Over seven years of trade war between the United States and China, the main beneficiary has turned out to be Mexico. From 2017 to 2024, its share of total US expenditures grew from 0.8% to 1.06%, while China’s share fell over the same period from 1.25% to 0.95%. In 2023, a symbolic milestone was reached: Mexico overtook China for the first time, becoming the largest trading partner of the United States.

trade war Mexico beneficiary

American companies, faced with tariffs on Chinese goods, began looking for alternative suppliers. Mexico, with its geographic proximity, developed industrial infrastructure, and preferential treatment under the USMCA emerged as the obvious choice. The effect played out in two waves. The first was direct import substitution: US demand shifted from Chinese goods to their Mexican equivalents, adding roughly 0.35 percentage points to Mexico’s GDP growth. The second was an investment wave: once manufacturers understood that this reorientation was structural rather than temporary, they began committing capital to expanding production capacity in Mexico. This second wave added another 0.73 percentage points. The total effect amounts to approximately 1.08 percentage points of GDP growth.

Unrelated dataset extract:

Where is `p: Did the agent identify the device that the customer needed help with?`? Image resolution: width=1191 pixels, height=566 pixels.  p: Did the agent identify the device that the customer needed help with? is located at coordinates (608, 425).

trade war Mexico beneficiary

China’s 8.2-point decline in US import share was distributed across several countries. Leading the gains are Vietnam (+2.2 points) and Mexico (+2.1 points), followed by Taiwan (+1.7 points), Ireland (+1.1 points), and Korea (+1.0 points). Canada remained essentially flat at −0.2 points.

Mexico’s rising share is backed by real investment in production capacity and long-term contracts with American corporations. The sectors most integrated into North American value chains: automotive, aerospace, medical devices are posting above-average growth. When manufacturers relocate their capacity, they tend to stay.